Article ID Journal Published Year Pages File Type
4516680 Journal of Cereal Science 2009 10 Pages PDF
Abstract

Retardation test, step-shear rate experiments, low-amplitude and large-amplitude dynamic measurements have been combined to study the nonlinear and time-dependent viscosity of dough and shear-induced effects of flow on dough structure. Despite large quantitative differences in linear viscoelastic constants, doughs from different flours or with different water contents display the same type of flow behaviour. Shear-induced structural changes cause flow to shift from a high viscosity steady-state regime to a low viscosity one. The process, irreversible, is responsible for the time-dependent character of dough viscosity and seems to be controlled by the mechanical energy absorbed. Nevertheless, the two steady-state viscosities follow the same shear-thinning flow curve, fitted by a Cross equation with an exponent close to 1; the Newtonian plateau is approached at very low shear rate values. Viscosity data obtained on different doughs yield a unique flow master curve in reduced coordinates. Shear-induced structural changes cause also the linear viscoelastic plateau modulus of dough to decrease; this progressive weakening of the network structure is irreversible and seems governed by the accumulated strain. These characteristics of dough rheology are discussed with reference to the behaviour of concentrated suspensions.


- _ASSIGNMENT_
Each of the entries should be output exactly, with nothing left out.

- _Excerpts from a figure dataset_
--------------------------------------------------

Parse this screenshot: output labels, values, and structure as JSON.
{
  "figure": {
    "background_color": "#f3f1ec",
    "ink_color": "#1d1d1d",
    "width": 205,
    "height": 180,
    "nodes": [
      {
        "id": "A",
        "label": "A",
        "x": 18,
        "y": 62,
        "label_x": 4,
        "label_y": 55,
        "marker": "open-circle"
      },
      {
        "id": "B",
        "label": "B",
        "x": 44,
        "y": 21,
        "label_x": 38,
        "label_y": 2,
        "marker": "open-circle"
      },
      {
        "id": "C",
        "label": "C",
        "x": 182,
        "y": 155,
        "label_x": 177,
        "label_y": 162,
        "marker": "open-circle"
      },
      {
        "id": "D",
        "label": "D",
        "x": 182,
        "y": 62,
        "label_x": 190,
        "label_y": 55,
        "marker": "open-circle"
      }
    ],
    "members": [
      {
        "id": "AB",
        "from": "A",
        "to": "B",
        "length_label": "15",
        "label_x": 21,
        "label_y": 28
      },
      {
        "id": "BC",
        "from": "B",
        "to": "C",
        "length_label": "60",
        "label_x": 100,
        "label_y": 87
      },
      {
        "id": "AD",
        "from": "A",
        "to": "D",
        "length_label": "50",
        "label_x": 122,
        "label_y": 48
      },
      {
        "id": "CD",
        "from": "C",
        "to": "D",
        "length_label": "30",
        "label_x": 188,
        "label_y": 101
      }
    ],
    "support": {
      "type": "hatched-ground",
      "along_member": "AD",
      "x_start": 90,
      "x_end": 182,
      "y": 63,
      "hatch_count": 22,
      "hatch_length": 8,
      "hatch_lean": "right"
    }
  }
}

--------------------------------------------------

- _RESULT BELOW_
Parse this screenshot: output labels, values, and structure as JSON.
{
  "figure": {
    "background_color": "#f3f1ec",
    "ink_color": "#1d1d1d",
    "width": 205,
    "height": 180,
    "nodes": [
      {
        "id": "A",
        "label": "A",
        "x": 18,
        "y": 62,
        "label_x": 4,
        "label_y": 55,
        "marker": "open-circle"
      },
      {
        "id": "B",
        "label": "B",
        "x": 44,
        "y": 21,
        "label_x": 38,
        "label_y": 2,
        "marker": "open-circle"
      },
      {
        "id": "C",
        "label": "C",
        "x": 182,
        "y": 155,
        "label_x": 177,
        "label_y": 162,
        "marker": "open-circle"
      },
      {
        "id": "D",
        "label": "D",
        "x": 182,
        "y": 62,
        "label_x": 190,
        "label_y": 55,
        "marker": "open-circle"
      }
    ],
    "members": [
      {
        "id": "AB",
        "from": "A",
        "to": "B",
        "length_label": "15",
        "label_x": 21,
        "label_y": 28
      },
      {
        "id": "BC",
        "from": "B",
        "to": "C",
        "length_label": "60",
        "label_x": 100,
        "label_y": 87
      },
      {
        "id": "AD",
        "from": "A",
        "to": "D",
        "length_label": "50",
        "label_x": 122,
        "label_y": 48
      },
      {
        "id": "CD",
        "from": "C",
        "to": "D",
        "length_label": "30",
        "label_x": 188,
        "label_y": 101
      }
    ],
    "support": {
      "type": "hatched-ground",
      "along_member": "AD",
      "x_start": 90,
      "x_end": 182,
      "y": 63,
      "hatch_count": 22,
      "hatch_length": 8,
      "hatch_lean": "right"
    }
  }
}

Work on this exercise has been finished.